[Screenshot grounding data]
========================================================================
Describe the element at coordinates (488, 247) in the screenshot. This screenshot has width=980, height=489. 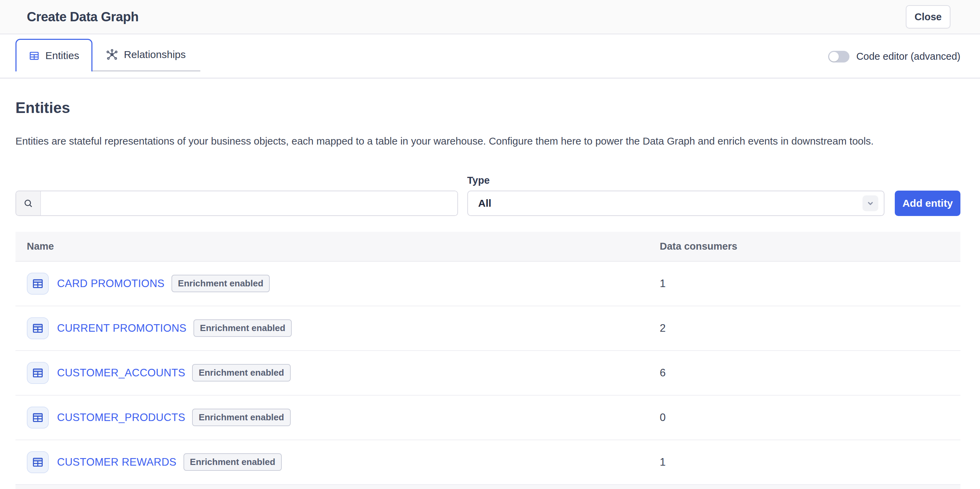
I see `table-header: Name Data consumers` at that location.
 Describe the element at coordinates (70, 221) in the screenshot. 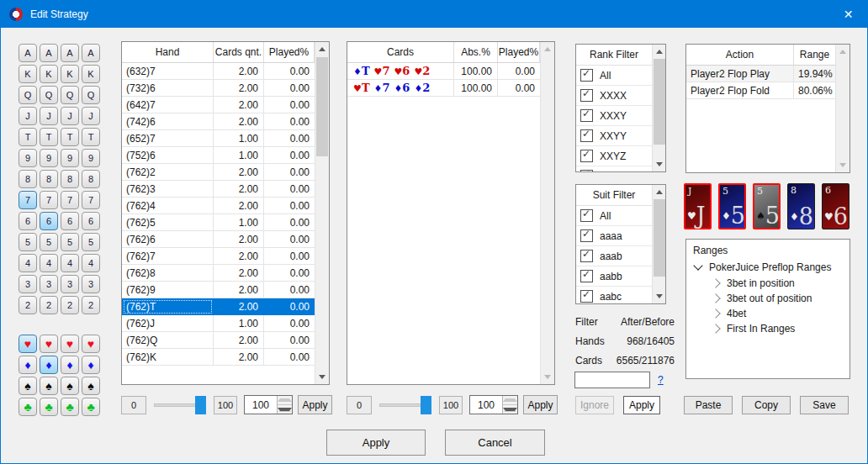

I see `rank-button-6-col3: 6` at that location.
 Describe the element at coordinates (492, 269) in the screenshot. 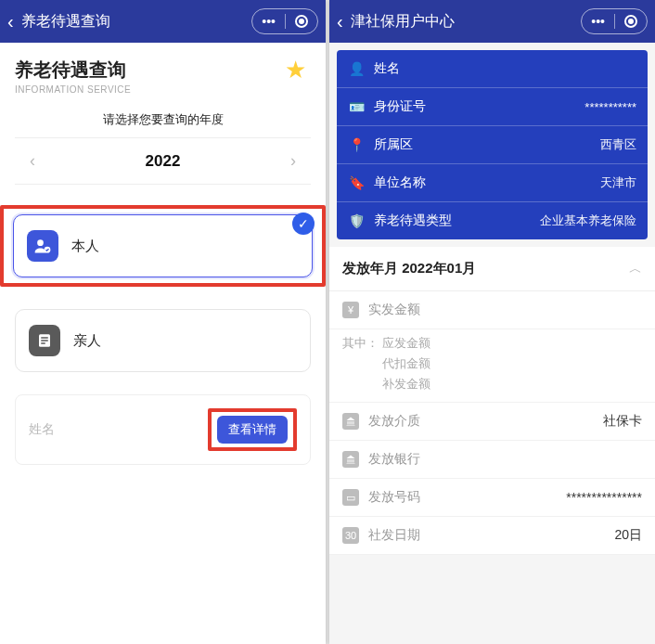

I see `issue-period-header: 发放年月 2022年01月 ︿` at that location.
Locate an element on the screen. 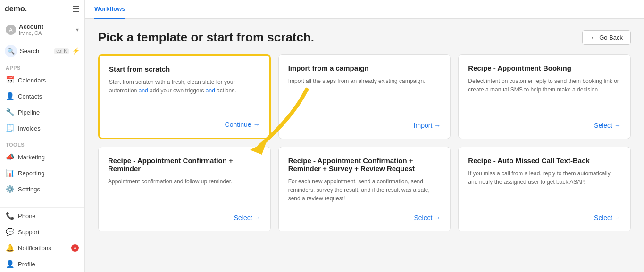 The height and width of the screenshot is (272, 644). card-import-from-campaign: Import from a campaign Import all the st… is located at coordinates (365, 97).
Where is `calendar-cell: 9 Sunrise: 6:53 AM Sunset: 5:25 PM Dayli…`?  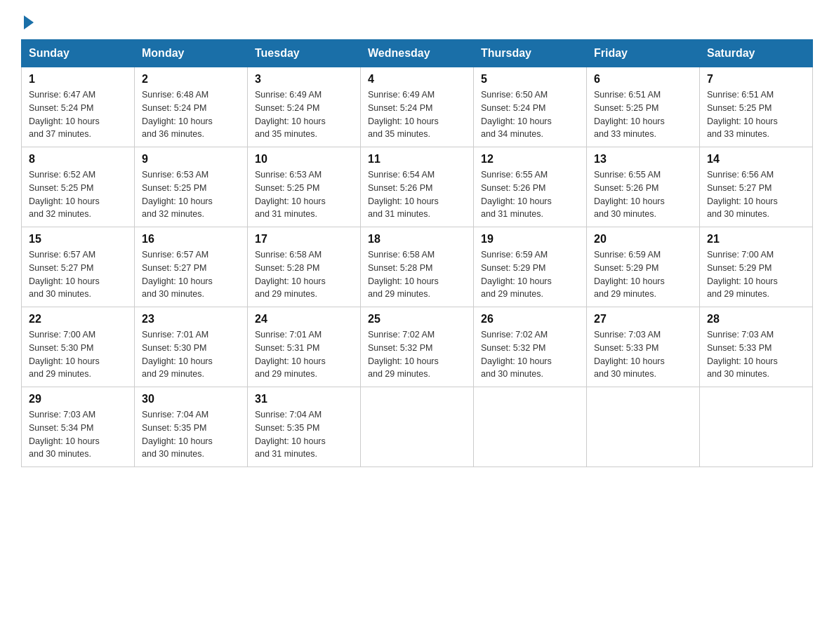
calendar-cell: 9 Sunrise: 6:53 AM Sunset: 5:25 PM Dayli… is located at coordinates (191, 187).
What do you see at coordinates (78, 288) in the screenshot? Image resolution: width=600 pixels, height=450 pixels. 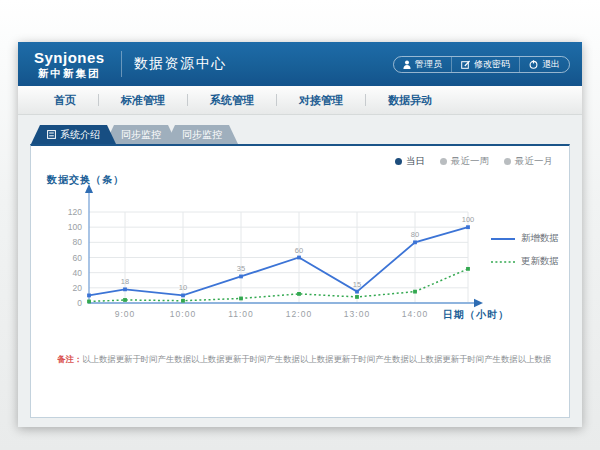 I see `y-tick-label: 20` at bounding box center [78, 288].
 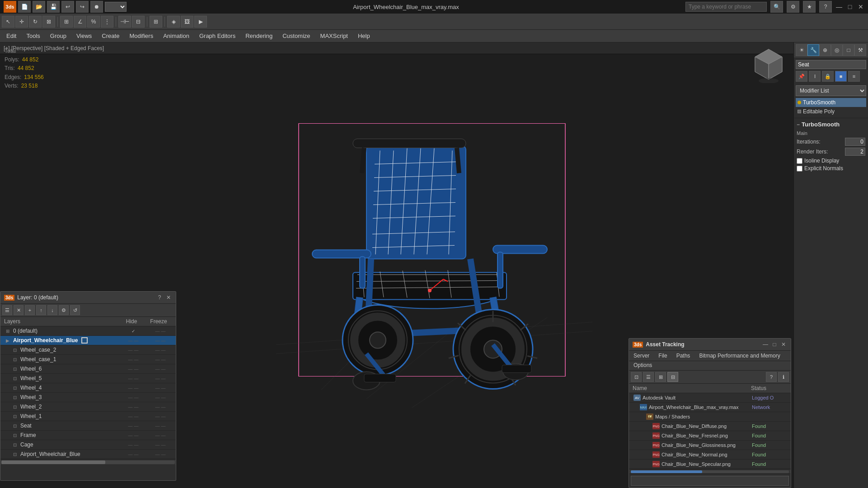 I want to click on workspace-dropdown: Workspace: Default, so click(x=116, y=7).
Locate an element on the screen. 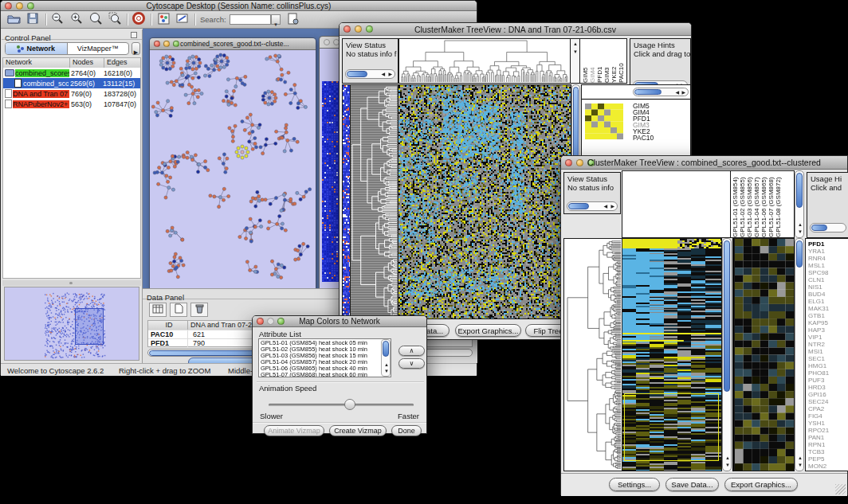 This screenshot has width=848, height=504. settings-button: Settings... is located at coordinates (634, 484).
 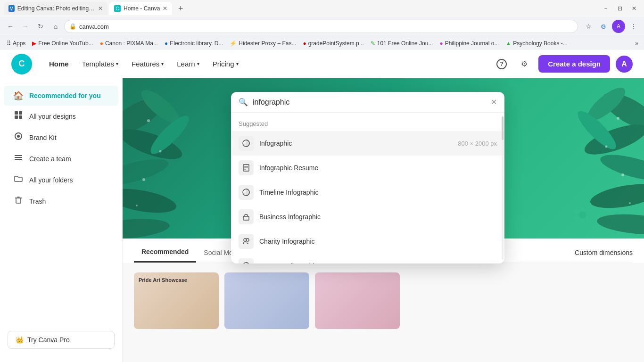 I want to click on timeline-icon, so click(x=246, y=192).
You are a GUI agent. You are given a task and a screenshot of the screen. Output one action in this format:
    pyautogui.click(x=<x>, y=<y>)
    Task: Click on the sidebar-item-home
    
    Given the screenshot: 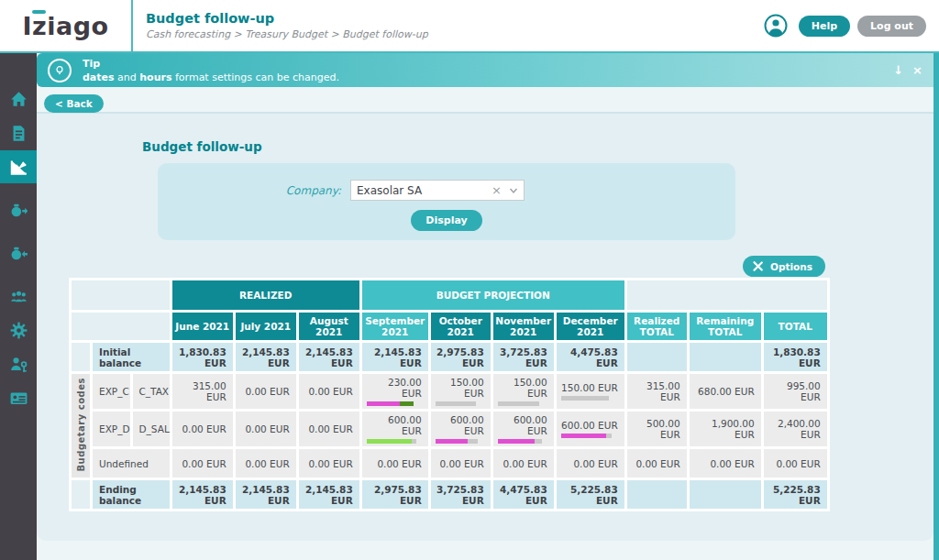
========================================================================
* [What you are asked to do] Every line from the one holding "Task: Click on the sidebar-item-home" through the end of the records above must be reproduced verbatim, pictures excepted.

* [Solution to this task]
    Task: Click on the sidebar-item-home
    
    Given the screenshot: 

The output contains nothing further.